You and I know how early we are in the study of biology and therefore that those incredibly impressive charts about human physiology are not a proper description of how the thing works.
They are focused on that which we know and radically exclude all the things that we don't know and all of the implications of the interventions.
But therefore, what you really want in somebody who is in charge of your health, whether they are NHHS or whether it's the doctor that you're seeing in the clinic, is you want somebody who is enlightened in the likelihood of successfully intervening on your behalf without doing harm.
If your doctor is pretty convinced of their own ability to intervene in your health and not terribly worried about the side effects, that's not the doctor you want.
Especially if that doctor gets his sense of his own infallibility from some other experts and is not willing to stray from the chart of actions to perform and actually engage you and do diagnosis on his own and potentially come to a conclusion that is different from what has been printed for his use and which will be accepted by the insurance companies.
And frankly, it is the nightmare of the standard of care.
Yes.
Your doctor's confidence that they can look you in the eye and tell you what it is that you should be doing and that it is in your interest to do it is not coming from the fact that they even have an understanding of what's on those freaking charts.
They don't, right?
Those charts would be painstaking to memorize.

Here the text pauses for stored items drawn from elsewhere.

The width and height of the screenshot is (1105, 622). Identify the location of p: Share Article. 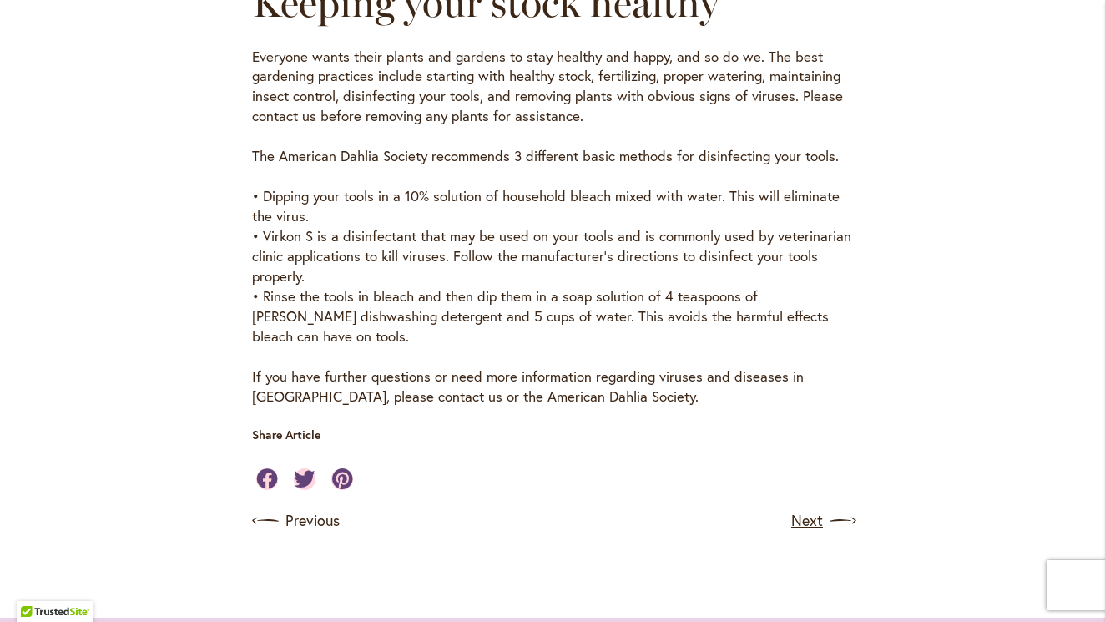
(298, 435).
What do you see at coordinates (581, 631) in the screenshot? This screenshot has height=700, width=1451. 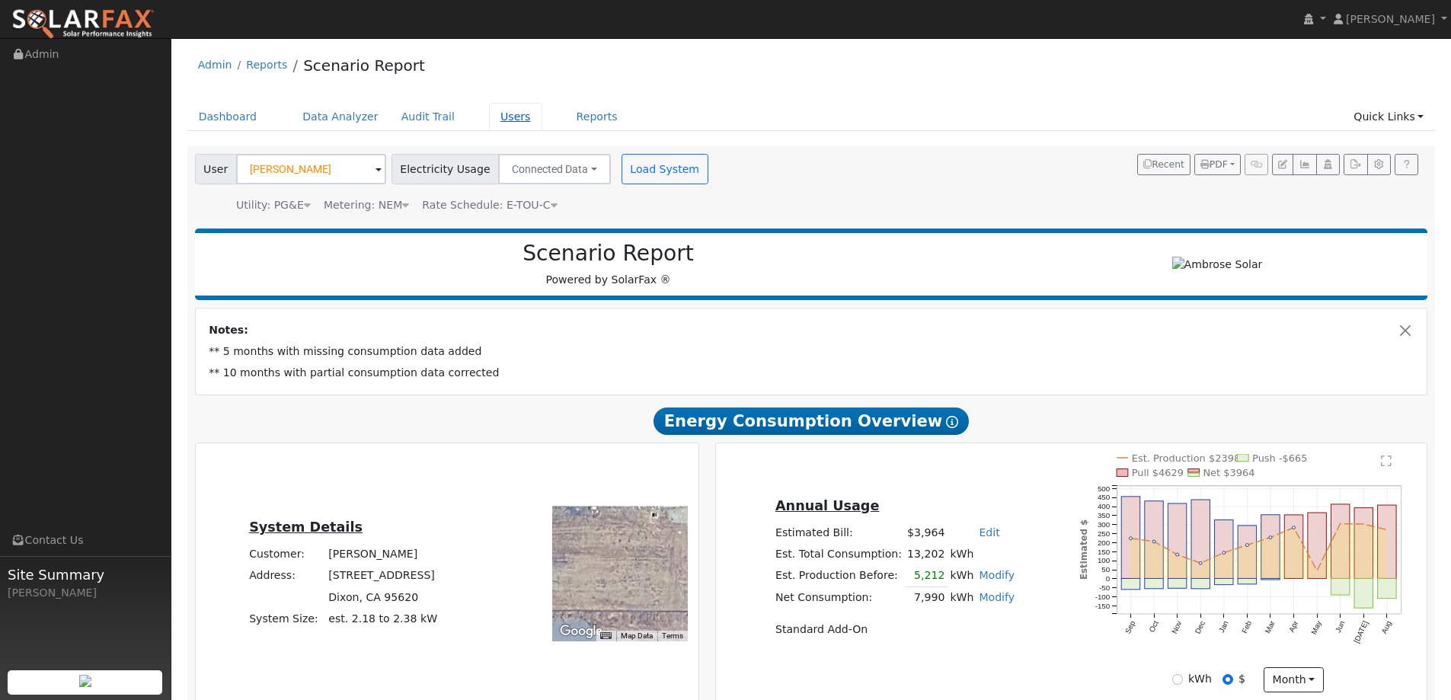 I see `a: Open this area in Google Maps (opens a new window)` at bounding box center [581, 631].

And even if you did memorize them, it would not be, it's not a functional model that you could utilize.
But what they're really proceeding from is a faith that the system that generated that chart knows what it's doing and that they are a little node that can dispense the wisdom from the chart in a way that is beneficial to health because all of the stuff that went into producing the chart was all top quality stuff.

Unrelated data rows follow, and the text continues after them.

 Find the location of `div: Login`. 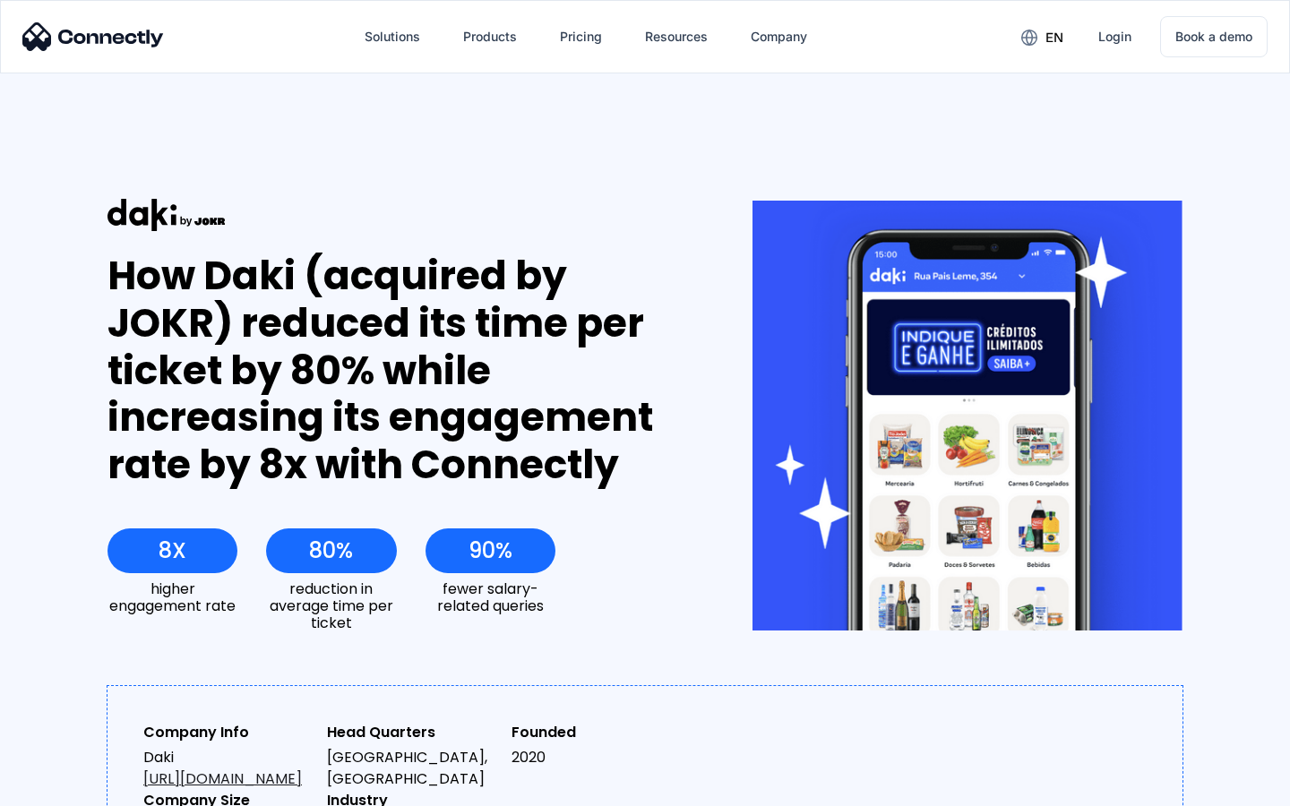

div: Login is located at coordinates (1114, 37).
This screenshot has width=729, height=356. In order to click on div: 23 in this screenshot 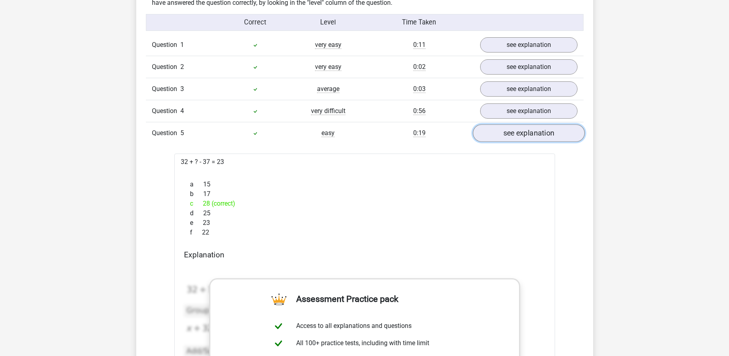, I will do `click(365, 223)`.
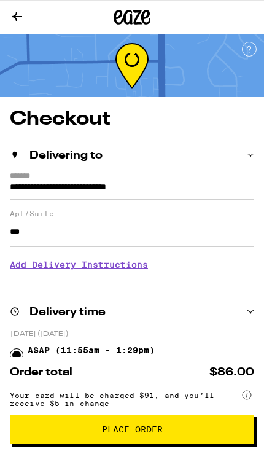  I want to click on button: Place Order, so click(132, 429).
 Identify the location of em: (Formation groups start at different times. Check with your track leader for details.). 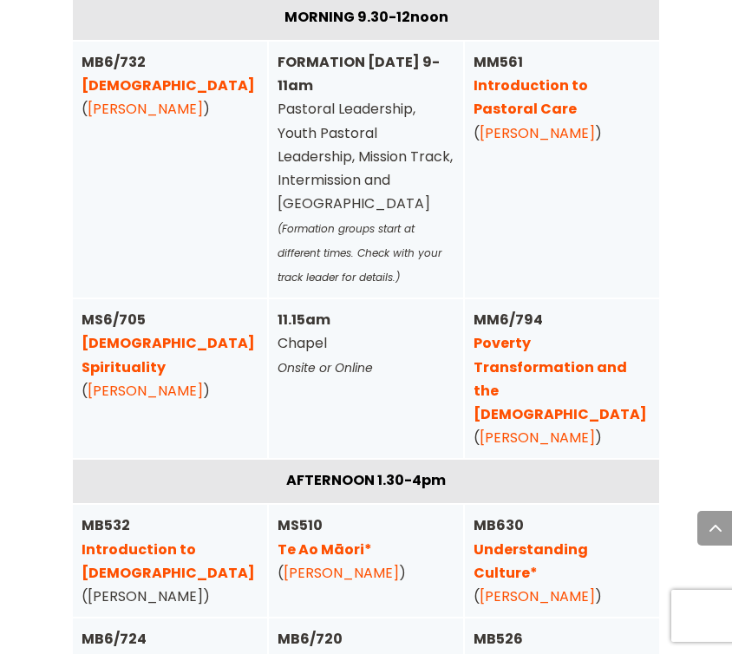
(359, 252).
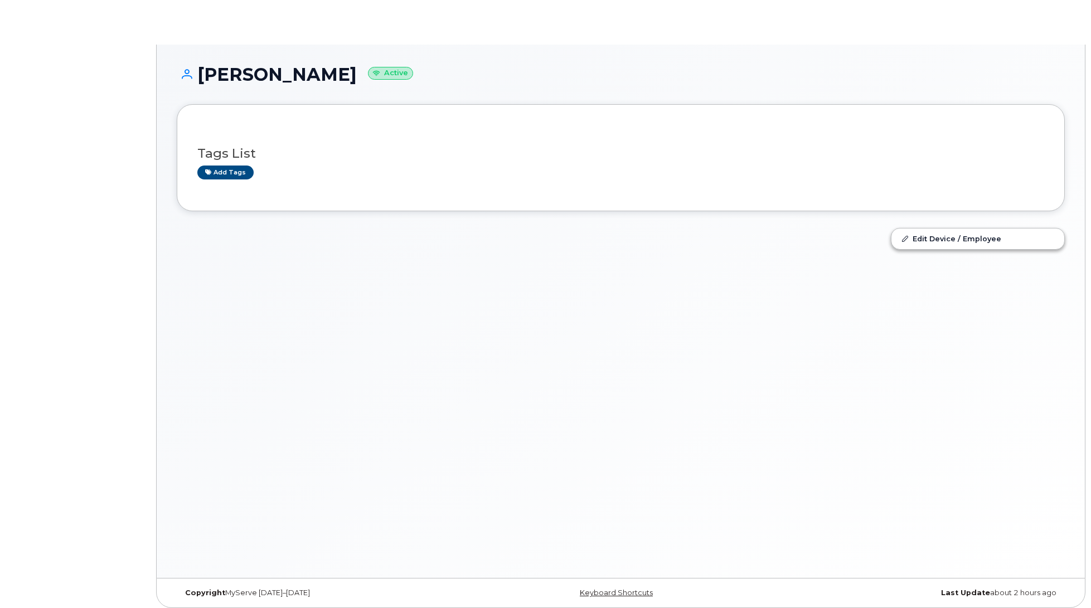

It patently took a lot of work, did it not?
It did.
But you want to know how well this works?
Learn the lesson of COVID, right?
Because they presented an absolutely united front that gave you, what was the terminology we were playing with?
It was, I don't know, it was socially credible rather than analytically credible.
Yeah, social reality rather than physical reality.
Yeah.
And the fact is it was enough.
It was enough to kill.
It was enough to give you cancer.
And, you know, they said it to you with confidence.
If they had said, look, we're in a pickle.
We don't know what to do.
I think this is in your interest to take, but it's not without its risks.
At least we would be able to look them in the eye now.
But having said, oh, it's safe and effective.
And then it turns out to have been neither, you know, the opposite.
Literally, it was radically unsafe and it made you more likely to get COVID.
It was the inverse of safe and effective.
Yep.
Right.
Having told us it was safe and effective, and then it turns out to be the inverse of that.
Now one goes to the doctor with trepidation and it's their own damn fault because they were reporting.
Yeah, they were reporting something based on a kind of faith and they were reporting it as if that faith was actually a scientifically justified extrapolation and it was nothing of the kind.
Right.
Well, and most doctors weren't just reporting it.
They were they were requiring it.
They were browbeating us for daring to question them, even when it was obvious that there was way too much confidence being deployed given the emergent nature of the situation and the remedies.
That's right.
Yeah.
Well, I think we're there.
I think we are there.
I think we're there for the week.
So we will be back with more dark horse in a week.